Kremlin spokesman Dmitry Peskov said the calls from the Finnish and Estonian leaders “can only be viewed extremely negatively.”

“Any attempt to isolate Russians or Russia is a process that has no prospects,” he told reporters on Tuesday. “In their unfriendliness, many of these countries slip into forgetfulness, and they resort to statements that we heard from several European countries in the center of Europe 80 years ago,” he said, in another allusion to the Nazis.

After the E.U. barred air travel from Russia in February, the last remaining passenger rail link between St.
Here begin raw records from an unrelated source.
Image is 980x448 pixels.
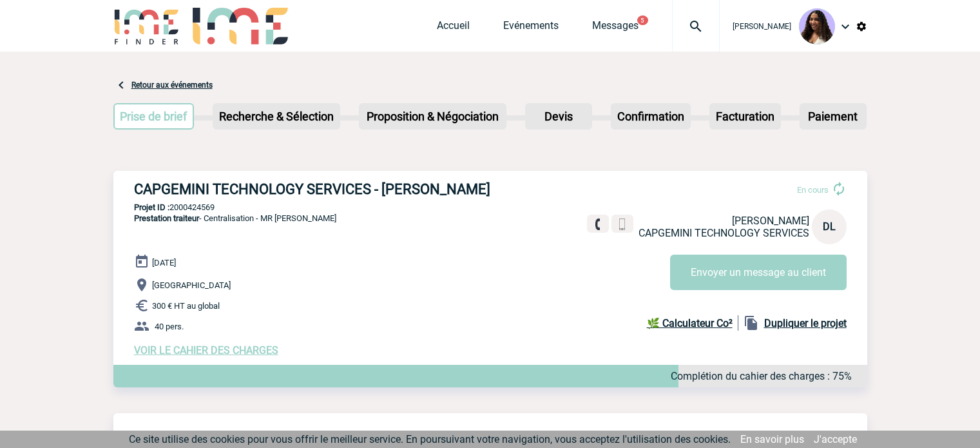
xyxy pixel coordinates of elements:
[113,202,867,212] p: 2000424569
[814,433,857,446] a: J'accepte
[155,322,184,332] span: 40 pers.
[360,104,505,128] p: Proposition & Négociation
[612,104,690,128] p: Confirmation
[647,317,733,329] b: 🌿 Calculateur Co²
[134,202,169,212] b: Projet ID :
[592,19,639,38] a: Messages
[740,433,804,446] a: En savoir plus
[152,258,176,267] span: [DATE]
[799,8,835,44] img: 131234-0.jpg
[616,218,629,230] img: portable.png
[132,80,213,90] a: Retour aux événements
[733,22,791,31] span: [PERSON_NAME]
[134,214,199,223] span: Prestation traiteur
[129,433,730,446] span: Ce site utilise des cookies pour vous offrir le meilleur service. En poursuivant votre navigation...
[115,104,193,128] p: Prise de brief
[503,19,559,38] a: Evénements
[152,280,230,290] span: [GEOGRAPHIC_DATA]
[710,104,779,128] p: Facturation
[592,218,604,230] img: fixe.png
[134,214,336,223] span: - Centralisation - MR [PERSON_NAME]
[637,15,648,25] button: 5
[797,185,828,195] span: En cours
[134,344,279,356] a: VOIR LE CAHIER DES CHARGES
[743,316,759,331] img: file_copy-black-24dp.png
[214,104,339,128] p: Recherche & Sélection
[134,181,521,198] h3: CAPGEMINI TECHNOLOGY SERVICES - [PERSON_NAME]
[823,221,836,233] span: DL
[764,317,847,329] b: Dupliquer le projet
[670,254,847,290] button: Envoyer un message au client
[732,214,809,227] span: [PERSON_NAME]
[152,301,220,311] span: 300 € HT au global
[527,104,591,128] p: Devis
[113,8,181,44] img: IME-Finder
[639,227,809,239] span: CAPGEMINI TECHNOLOGY SERVICES
[647,316,738,331] a: 🌿 Calculateur Co²
[801,104,865,128] p: Paiement
[437,19,470,38] a: Accueil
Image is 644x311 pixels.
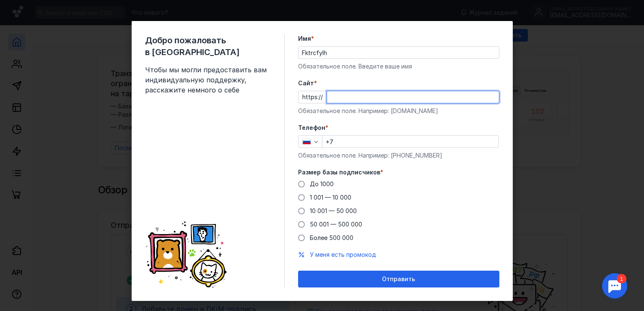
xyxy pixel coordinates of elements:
[298,270,499,287] button: Отправить
[298,124,326,132] span: Телефон
[298,107,499,115] div: Обязательное поле. Например: [DOMAIN_NAME]
[310,207,357,215] span: 10 001 — 50 000
[298,34,311,43] span: Имя
[146,64,271,95] span: Чтобы мы могли предоставить вам индивидуальную поддержку, расскажите немного о себе
[382,276,416,283] span: Отправить
[298,151,499,160] div: Обязательное поле. Например: [PHONE_NUMBER]
[310,250,377,259] button: У меня есть промокод
[310,221,363,228] span: 50 001 — 500 000
[146,34,271,58] span: Добро пожаловать в [GEOGRAPHIC_DATA]
[310,193,351,201] span: 1 001 — 10 000
[310,234,354,241] span: Более 500 000
[298,79,314,87] span: Cайт
[298,168,380,177] span: Размер базы подписчиков
[310,180,334,187] span: До 1000
[298,62,499,71] div: Обязательное поле. Введите ваше имя
[19,5,28,14] div: 1
[310,251,377,258] span: У меня есть промокод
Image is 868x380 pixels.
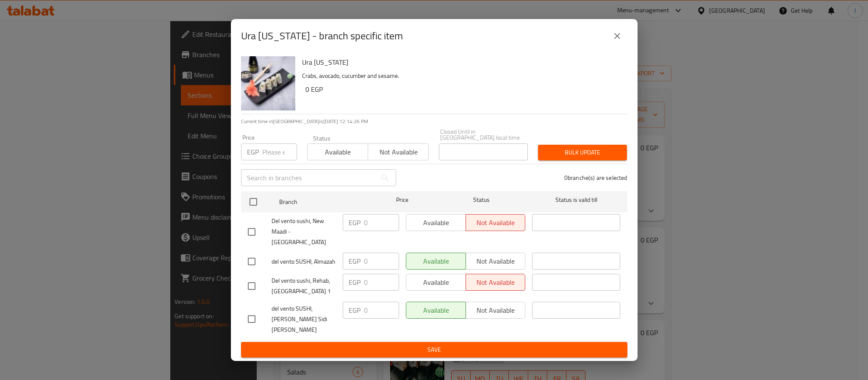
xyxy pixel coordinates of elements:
button: Not available [368,143,428,161]
p: EGP [247,147,258,157]
h2: Ura [US_STATE] - branch specific item [241,29,403,43]
p: EGP [348,217,361,228]
h6: Ura [US_STATE] [302,57,620,68]
button: Save [241,342,627,358]
span: Status is valid till [532,195,620,206]
span: Bulk update [544,147,620,158]
span: Branch [279,197,368,208]
button: Bulk update [538,145,627,161]
span: Save [248,344,620,355]
span: del vento SUSHI, [PERSON_NAME] Sidi [PERSON_NAME] [271,303,335,335]
p: Crabs, avocado, cucumber and sesame. [302,71,620,81]
span: del vento SUSHI, Almazah [271,256,335,267]
input: Please enter price [364,274,399,290]
h6: 0 EGP [305,84,620,95]
span: Price [374,195,430,206]
input: Please enter price [364,302,399,319]
p: 0 branche(s) are selected [564,173,627,182]
input: Please enter price [364,252,399,270]
input: Please enter price [364,214,399,231]
p: Current time in [GEOGRAPHIC_DATA] is [DATE] 12:14:26 PM [241,118,627,126]
button: Available [307,143,368,161]
p: EGP [348,305,361,316]
p: EGP [348,277,361,287]
img: Ura California [241,57,296,110]
span: Available [311,146,365,158]
p: EGP [348,256,361,266]
span: Del vento sushi, Rehab, [GEOGRAPHIC_DATA] 1 [271,276,335,296]
span: Not available [372,146,425,158]
span: Status [437,195,525,206]
button: close [607,25,627,46]
span: Del vento sushi, New Maadi - [GEOGRAPHIC_DATA] [271,215,335,247]
input: Search in branches [241,170,376,186]
input: Please enter price [262,143,296,161]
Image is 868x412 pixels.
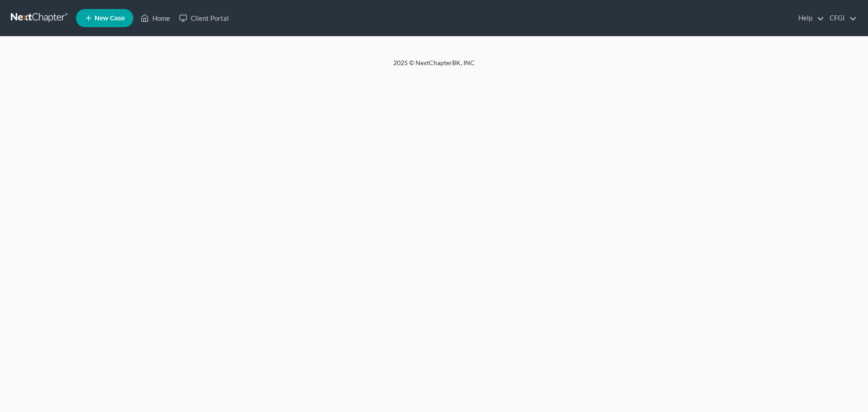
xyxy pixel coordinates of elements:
[136,10,174,26] a: Home
[76,9,134,27] new-legal-case-button: New Case
[174,10,233,26] a: Client Portal
[794,10,824,26] a: Help
[825,10,856,26] a: CFGI
[177,58,691,75] div: 2025 © NextChapterBK, INC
Petersburg and the Helsinki stopped the following month. But Marin said Russians were entering the Schengen zone overland via countries that issue Schengen visas, such as Finland, Estonia and Latvia.

Once entering on a tourist visa, the Schengen zone allows people to move freely within 26 countries – 22 of the 27 E.U. members plus Iceland, Liechtenstein, Norway and Switzerland.

Latvia has already stopped issuing entry visas to Russian citizens, with effect from August 1, and Latvian Foreign Minister Edgars Rinkevics has called on all E.U. member states to follow its example.

Tourism is a major industry for Europe, accounting for half of the world’s tourist arrivals according to the U.N. World Tourism Organization. The debate comes at a time when the industry is working hard to recover following the COVID-19 pandemic.

According to data from the Russian Border Service, Russian citizens in 2019 – pre-pandemic – made a total of 48,072,285 trips to 176 foreign countries and territories.

The service does not provide a cumulative total for E.U. countries, but several of them fell within the top ten for 2019 – Finland (3,962,865 trips), Estonia (1,890 452), Germany (1,426,262), and Italy (1,361,946).

Germany’s federal government reacted cautiously to the calls.

“[A proposal] has been submitted by some countries to the E.U. and is thus on the agenda. The German government will now have to hold discussions on it between Cabinet members and within the E.U.,” cabinet spokesman Steffen Hebestreit said on Tuesday. “These discussions have not been completed, so I cannot report interim results.”

A spokeswoman for the Federal Foreign Office raised concerns, however, warning in an interview with the public affairs television program Tagesschau that suspending the issuing of visas to Russians would not only affect tourism, but also relatives of Russians living in the E.U. as well as students.

Estonia last July already stopped issuing visas or residence permits to Russians wanting to enter for study purposes.

Interior Minister Lauri Läänemets said on Tuesday he was not in favor of introducing exemptions to visa restrictions on Russians, for students or anyone else.

“Estonia has said that the war in Ukraine must end and that all sanctions against citizens of the Russian state apply equally,” he said. “That includes those students who are in Estonia,” he added, but said students currently completing their studies in the country would not be affected.

“The question is what will happen to these students afterwards,” Läänemets said. “In the past, before the sanctions were imposed, they had the possibility to stay in Estonia if they wanted to work, to apply for a residence permit here. Today, they do not have that opportunity.”

Estonian Student Unions head Marcus Ehasoo said both Russian and Belarusian students who wanted to stay should be allowed to do so.

““It is important to recognize that it has been young people in both countries who have been trying to instigate the overthrow of the incumbent regimes and a turn of their countries towards democracy,” he told the Estonian news service ERR.

“We could therefore see Russian and Belarusian students studying in Estonia as an opportunity to contribute further [by allowing] young people to experience the difference between democratic and authoritarian regimes.”